Saturday, April 15, 2006

A Day in the Life of Hilda

1st March 2005

“Oh sheez, I forgot to jot down notes from the patients’ medical files. Again.”
Dragging my feet, I emerged from the research office and began to ascend the stairs, leaving my bag containing my wallet, hp, keys and basically everything else that I carry around other than my skin in the research office. Some "kind" soul came in and err locked up the place, leaving me with just a tiny problem-- Hilda locked out of office and everything Hilda owns locked in. I didn't panic at first but calmly and rationally approached the first course of action.

Security desk downstairs must have the key.

"Excuse me, I just locked myself out of the 3rd floor research office, could you please unlock it for me?"

"Sorry, we don't have the key to that office, but we can ask domestics" Call was made.

"Err, really sorry, but domestics say they don't clean the place so they don't have the key."

Err right. I pat my chest to make sure my heart is still in there coz I can feel it beating in my feet.

" Well, I suppose we could always call the maintenance guys and they'll come and bust the lock", Mr Security helpfully offers.

Right, and get me dismembered by all other users of the office and hung from the door frame by my toenails as a future warning to all who might venture forth from the research office without keys .

Optimism is a learned response from the millions of times I've gotten myself in brilliant, supposedly once-in-a-lifetime fixes. It's okay, Hilda, it's okay. Breathe... You can always call home to see if your housemate is home, right? Then if she is you can just walk home... I almost begin to feel better until I realise I don't have a coat on. I have on a spandex blouse, a paper thin cardigan and my skin to protect me from the 0 degree wind outside.

Rrright, Hilda. No, don’t breathe. No, it is not okay. Yes, bloody PANIC!

I think there’s no other time I prayed as hard as when I ascended the stairs to make a bee line for the phone in the stroke ward. I dialled home and waited, my heart sinking lower with each consecutive ring. Finally, God heard my prayer.

“Hello?”

Oh my gosh… the relief that washed over me was indescribable. “Ahh, lang loi ah… wah lang loi. Aiyoh, Xie tian xie di you’re home man…otherwise I really wu jia ke gui already. So heng man…” relief took the form of uncontrollable babbling.

I walked out of the building sans coat, hat or wallet. Arriving at the bus stop, I checked the timetable and was beside myself to discover that the next bus was due in 5 minutes. And as I waited at the bus stop, every shivering cell in my body willed that bus to appear.It did-- 20 minutes later when my teeth had almost been ground down to nothing with all that chattering.

You know, they say, Murphy's Law, whenever tried and tested, invariably holds true. And boy, am I now a firm believer of that one.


### TASK STATEMENT
Each word in the data below should be copied exactly; the images should not.

__________

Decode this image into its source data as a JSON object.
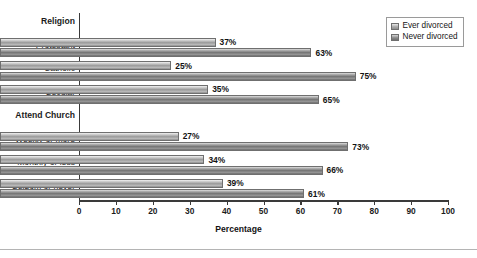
{
  "chart_data": {
    "type": "bar",
    "orientation": "horizontal",
    "title": "",
    "xlabel": "Percentage",
    "ylabel": "",
    "xlim": [
      0,
      100
    ],
    "xticks": [
      0,
      10,
      20,
      30,
      40,
      50,
      60,
      70,
      80,
      90,
      100
    ],
    "grid": false,
    "legend_position": "top-right",
    "groups": [
      {
        "heading": "Religion",
        "categories": [
          "Protestant",
          "Catholic",
          "Secular"
        ]
      },
      {
        "heading": "Attend Church",
        "categories": [
          "Weekly or more",
          "Monthly or less",
          "Seldom or never"
        ]
      }
    ],
    "categories": [
      "Protestant",
      "Catholic",
      "Secular",
      "Weekly or more",
      "Monthly or less",
      "Seldom or never"
    ],
    "series": [
      {
        "name": "Ever divorced",
        "values": [
          37,
          25,
          35,
          27,
          34,
          39
        ],
        "labels": [
          "37%",
          "25%",
          "35%",
          "27%",
          "34%",
          "39%"
        ],
        "color": "#a0a0a0"
      },
      {
        "name": "Never divorced",
        "values": [
          63,
          75,
          65,
          73,
          66,
          61
        ],
        "labels": [
          "63%",
          "75%",
          "65%",
          "73%",
          "66%",
          "61%"
        ],
        "color": "#7a7a7a"
      }
    ]
  },
  "axis": {
    "x_title": "Percentage",
    "tick_labels": [
      "0",
      "10",
      "20",
      "30",
      "40",
      "50",
      "60",
      "70",
      "80",
      "90",
      "100"
    ]
  },
  "categories": [
    {
      "label": "Religion",
      "is_heading": true,
      "ever": "",
      "never": ""
    },
    {
      "label": "Protestant",
      "is_heading": false,
      "ever": "37%",
      "never": "63%"
    },
    {
      "label": "Catholic",
      "is_heading": false,
      "ever": "25%",
      "never": "75%"
    },
    {
      "label": "Secular",
      "is_heading": false,
      "ever": "35%",
      "never": "65%"
    },
    {
      "label": "Attend Church",
      "is_heading": true,
      "ever": "",
      "never": ""
    },
    {
      "label": "Weekly or more",
      "is_heading": false,
      "ever": "27%",
      "never": "73%"
    },
    {
      "label": "Monthly or less",
      "is_heading": false,
      "ever": "34%",
      "never": "66%"
    },
    {
      "label": "Seldom or never",
      "is_heading": false,
      "ever": "39%",
      "never": "61%"
    }
  ],
  "legend": {
    "items": [
      {
        "label": "Ever divorced",
        "key": "ever"
      },
      {
        "label": "Never divorced",
        "key": "never"
      }
    ]
  },
  "colors": {
    "ever_divorced": "#a0a0a0",
    "never_divorced": "#7a7a7a",
    "axis": "#3a3a3a",
    "text": "#121212"
  }
}
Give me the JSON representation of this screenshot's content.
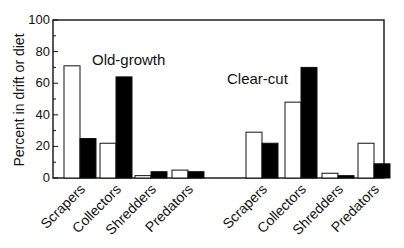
{
  "chart_data": {
    "type": "bar",
    "title": "",
    "xlabel": "",
    "ylabel": "Percent in drift or diet",
    "ylim": [
      0,
      100
    ],
    "yticks": [
      0,
      20,
      40,
      60,
      80,
      100
    ],
    "grid": false,
    "legend": null,
    "groups": [
      {
        "name": "Old-growth",
        "categories": [
          "Scrapers",
          "Collectors",
          "Shredders",
          "Predators"
        ],
        "series": [
          {
            "name": "Drift (open bars)",
            "fill": "#ffffff",
            "values": [
              71,
              22,
              1.5,
              5
            ]
          },
          {
            "name": "Diet (filled bars)",
            "fill": "#000000",
            "values": [
              25,
              64,
              4,
              4
            ]
          }
        ]
      },
      {
        "name": "Clear-cut",
        "categories": [
          "Scrapers",
          "Collectors",
          "Shredders",
          "Predators"
        ],
        "series": [
          {
            "name": "Drift (open bars)",
            "fill": "#ffffff",
            "values": [
              29,
              48,
              3,
              22
            ]
          },
          {
            "name": "Diet (filled bars)",
            "fill": "#000000",
            "values": [
              22,
              70,
              1.5,
              9
            ]
          }
        ]
      }
    ],
    "annotations": [
      "Old-growth",
      "Clear-cut"
    ]
  }
}
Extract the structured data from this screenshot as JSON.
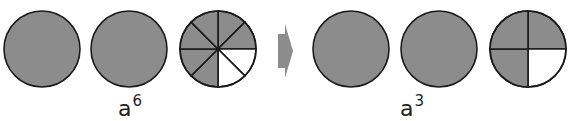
{
  "colors": {
    "shaded": "#8c8c8c",
    "unshaded": "#ffffff",
    "stroke": "#1a1a1a",
    "arrow": "#8c8c8c"
  },
  "left_group": {
    "circles": [
      {
        "cx": 42,
        "cy": 49,
        "r": 38,
        "divisions": 1,
        "shaded": 1
      },
      {
        "cx": 129,
        "cy": 49,
        "r": 38,
        "divisions": 1,
        "shaded": 1
      },
      {
        "cx": 218,
        "cy": 49,
        "r": 38,
        "divisions": 8,
        "shaded": 6
      }
    ],
    "label_base": "a",
    "label_exponent": "6"
  },
  "arrow": {
    "direction": "right"
  },
  "right_group": {
    "circles": [
      {
        "cx": 351,
        "cy": 49,
        "r": 38,
        "divisions": 1,
        "shaded": 1
      },
      {
        "cx": 439,
        "cy": 49,
        "r": 38,
        "divisions": 1,
        "shaded": 1
      },
      {
        "cx": 528,
        "cy": 49,
        "r": 38,
        "divisions": 4,
        "shaded": 3
      }
    ],
    "label_base": "a",
    "label_exponent": "3"
  }
}
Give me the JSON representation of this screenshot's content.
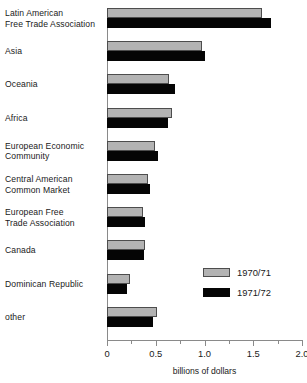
{
  "chart_data": {
    "type": "bar",
    "orientation": "horizontal",
    "title": "",
    "xlabel": "billions of dollars",
    "ylabel": "",
    "xlim": [
      0,
      2.0
    ],
    "xticks": [
      0,
      0.5,
      1.0,
      1.5,
      2.0
    ],
    "xticklabels": [
      "0",
      "0.5",
      "1.0",
      "1.5",
      "2.0"
    ],
    "minor_xticks": [
      0.25,
      0.75,
      1.25,
      1.75
    ],
    "grid": false,
    "legend_position": "center-right",
    "categories": [
      "Latin American Free Trade Association",
      "Asia",
      "Oceania",
      "Africa",
      "European Economic Community",
      "Central American Common Market",
      "European Free Trade Association",
      "Canada",
      "Dominican Republic",
      "other"
    ],
    "category_lines": [
      [
        "Latin American",
        "Free Trade Association"
      ],
      [
        "Asia"
      ],
      [
        "Oceania"
      ],
      [
        "Africa"
      ],
      [
        "European Economic",
        "Community"
      ],
      [
        "Central American",
        "Common Market"
      ],
      [
        "European Free",
        "Trade Association"
      ],
      [
        "Canada"
      ],
      [
        "Dominican Republic"
      ],
      [
        "other"
      ]
    ],
    "series": [
      {
        "name": "1970/71",
        "color": "#b3b3b3",
        "values": [
          1.59,
          0.97,
          0.64,
          0.67,
          0.49,
          0.42,
          0.37,
          0.39,
          0.24,
          0.51
        ]
      },
      {
        "name": "1971/72",
        "color": "#050505",
        "values": [
          1.68,
          1.01,
          0.7,
          0.63,
          0.52,
          0.44,
          0.39,
          0.38,
          0.21,
          0.47
        ]
      }
    ]
  },
  "legend": {
    "items": [
      {
        "label": "1970/71"
      },
      {
        "label": "1971/72"
      }
    ]
  }
}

__________

### RESPONSE BELOW
Decode this image into its source data as a JSON object.
{
  "chart_data": {
    "type": "bar",
    "orientation": "horizontal",
    "title": "",
    "xlabel": "Percentage",
    "ylabel": "",
    "xlim": [
      0,
      100
    ],
    "xticks": [
      0,
      10,
      20,
      30,
      40,
      50,
      60,
      70,
      80,
      90,
      100
    ],
    "grid": false,
    "legend_position": "top-right",
    "groups": [
      {
        "heading": "Religion",
        "categories": [
          "Protestant",
          "Catholic",
          "Secular"
        ]
      },
      {
        "heading": "Attend Church",
        "categories": [
          "Weekly or more",
          "Monthly or less",
          "Seldom or never"
        ]
      }
    ],
    "categories": [
      "Protestant",
      "Catholic",
      "Secular",
      "Weekly or more",
      "Monthly or less",
      "Seldom or never"
    ],
    "series": [
      {
        "name": "Ever divorced",
        "values": [
          37,
          25,
          35,
          27,
          34,
          39
        ],
        "labels": [
          "37%",
          "25%",
          "35%",
          "27%",
          "34%",
          "39%"
        ],
        "color": "#a0a0a0"
      },
      {
        "name": "Never divorced",
        "values": [
          63,
          75,
          65,
          73,
          66,
          61
        ],
        "labels": [
          "63%",
          "75%",
          "65%",
          "73%",
          "66%",
          "61%"
        ],
        "color": "#7a7a7a"
      }
    ]
  },
  "axis": {
    "x_title": "Percentage",
    "tick_labels": [
      "0",
      "10",
      "20",
      "30",
      "40",
      "50",
      "60",
      "70",
      "80",
      "90",
      "100"
    ]
  },
  "categories": [
    {
      "label": "Religion",
      "is_heading": true,
      "ever": "",
      "never": ""
    },
    {
      "label": "Protestant",
      "is_heading": false,
      "ever": "37%",
      "never": "63%"
    },
    {
      "label": "Catholic",
      "is_heading": false,
      "ever": "25%",
      "never": "75%"
    },
    {
      "label": "Secular",
      "is_heading": false,
      "ever": "35%",
      "never": "65%"
    },
    {
      "label": "Attend Church",
      "is_heading": true,
      "ever": "",
      "never": ""
    },
    {
      "label": "Weekly or more",
      "is_heading": false,
      "ever": "27%",
      "never": "73%"
    },
    {
      "label": "Monthly or less",
      "is_heading": false,
      "ever": "34%",
      "never": "66%"
    },
    {
      "label": "Seldom or never",
      "is_heading": false,
      "ever": "39%",
      "never": "61%"
    }
  ],
  "legend": {
    "items": [
      {
        "label": "Ever divorced",
        "key": "ever"
      },
      {
        "label": "Never divorced",
        "key": "never"
      }
    ]
  },
  "colors": {
    "ever_divorced": "#a0a0a0",
    "never_divorced": "#7a7a7a",
    "axis": "#3a3a3a",
    "text": "#121212"
  }
}
Give me the JSON representation of this screenshot's content.
{
  "chart_data": {
    "type": "bar",
    "title": "",
    "xlabel": "",
    "ylabel": "Percent in drift or diet",
    "ylim": [
      0,
      100
    ],
    "yticks": [
      0,
      20,
      40,
      60,
      80,
      100
    ],
    "grid": false,
    "legend": null,
    "groups": [
      {
        "name": "Old-growth",
        "categories": [
          "Scrapers",
          "Collectors",
          "Shredders",
          "Predators"
        ],
        "series": [
          {
            "name": "Drift (open bars)",
            "fill": "#ffffff",
            "values": [
              71,
              22,
              1.5,
              5
            ]
          },
          {
            "name": "Diet (filled bars)",
            "fill": "#000000",
            "values": [
              25,
              64,
              4,
              4
            ]
          }
        ]
      },
      {
        "name": "Clear-cut",
        "categories": [
          "Scrapers",
          "Collectors",
          "Shredders",
          "Predators"
        ],
        "series": [
          {
            "name": "Drift (open bars)",
            "fill": "#ffffff",
            "values": [
              29,
              48,
              3,
              22
            ]
          },
          {
            "name": "Diet (filled bars)",
            "fill": "#000000",
            "values": [
              22,
              70,
              1.5,
              9
            ]
          }
        ]
      }
    ],
    "annotations": [
      "Old-growth",
      "Clear-cut"
    ]
  }
}
Extract the structured data from this screenshot as JSON.
{
  "colors": {
    "shaded": "#8c8c8c",
    "unshaded": "#ffffff",
    "stroke": "#1a1a1a",
    "arrow": "#8c8c8c"
  },
  "left_group": {
    "circles": [
      {
        "cx": 42,
        "cy": 49,
        "r": 38,
        "divisions": 1,
        "shaded": 1
      },
      {
        "cx": 129,
        "cy": 49,
        "r": 38,
        "divisions": 1,
        "shaded": 1
      },
      {
        "cx": 218,
        "cy": 49,
        "r": 38,
        "divisions": 8,
        "shaded": 6
      }
    ],
    "label_base": "a",
    "label_exponent": "6"
  },
  "arrow": {
    "direction": "right"
  },
  "right_group": {
    "circles": [
      {
        "cx": 351,
        "cy": 49,
        "r": 38,
        "divisions": 1,
        "shaded": 1
      },
      {
        "cx": 439,
        "cy": 49,
        "r": 38,
        "divisions": 1,
        "shaded": 1
      },
      {
        "cx": 528,
        "cy": 49,
        "r": 38,
        "divisions": 4,
        "shaded": 3
      }
    ],
    "label_base": "a",
    "label_exponent": "3"
  }
}
Give me the JSON representation of this screenshot's content.
{
  "chart_data": {
    "type": "bar",
    "orientation": "horizontal",
    "title": "",
    "xlabel": "billions of dollars",
    "ylabel": "",
    "xlim": [
      0,
      2.0
    ],
    "xticks": [
      0,
      0.5,
      1.0,
      1.5,
      2.0
    ],
    "xticklabels": [
      "0",
      "0.5",
      "1.0",
      "1.5",
      "2.0"
    ],
    "minor_xticks": [
      0.25,
      0.75,
      1.25,
      1.75
    ],
    "grid": false,
    "legend_position": "center-right",
    "categories": [
      "Latin American Free Trade Association",
      "Asia",
      "Oceania",
      "Africa",
      "European Economic Community",
      "Central American Common Market",
      "European Free Trade Association",
      "Canada",
      "Dominican Republic",
      "other"
    ],
    "category_lines": [
      [
        "Latin American",
        "Free Trade Association"
      ],
      [
        "Asia"
      ],
      [
        "Oceania"
      ],
      [
        "Africa"
      ],
      [
        "European Economic",
        "Community"
      ],
      [
        "Central American",
        "Common Market"
      ],
      [
        "European Free",
        "Trade Association"
      ],
      [
        "Canada"
      ],
      [
        "Dominican Republic"
      ],
      [
        "other"
      ]
    ],
    "series": [
      {
        "name": "1970/71",
        "color": "#b3b3b3",
        "values": [
          1.59,
          0.97,
          0.64,
          0.67,
          0.49,
          0.42,
          0.37,
          0.39,
          0.24,
          0.51
        ]
      },
      {
        "name": "1971/72",
        "color": "#050505",
        "values": [
          1.68,
          1.01,
          0.7,
          0.63,
          0.52,
          0.44,
          0.39,
          0.38,
          0.21,
          0.47
        ]
      }
    ]
  },
  "legend": {
    "items": [
      {
        "label": "1970/71"
      },
      {
        "label": "1971/72"
      }
    ]
  }
}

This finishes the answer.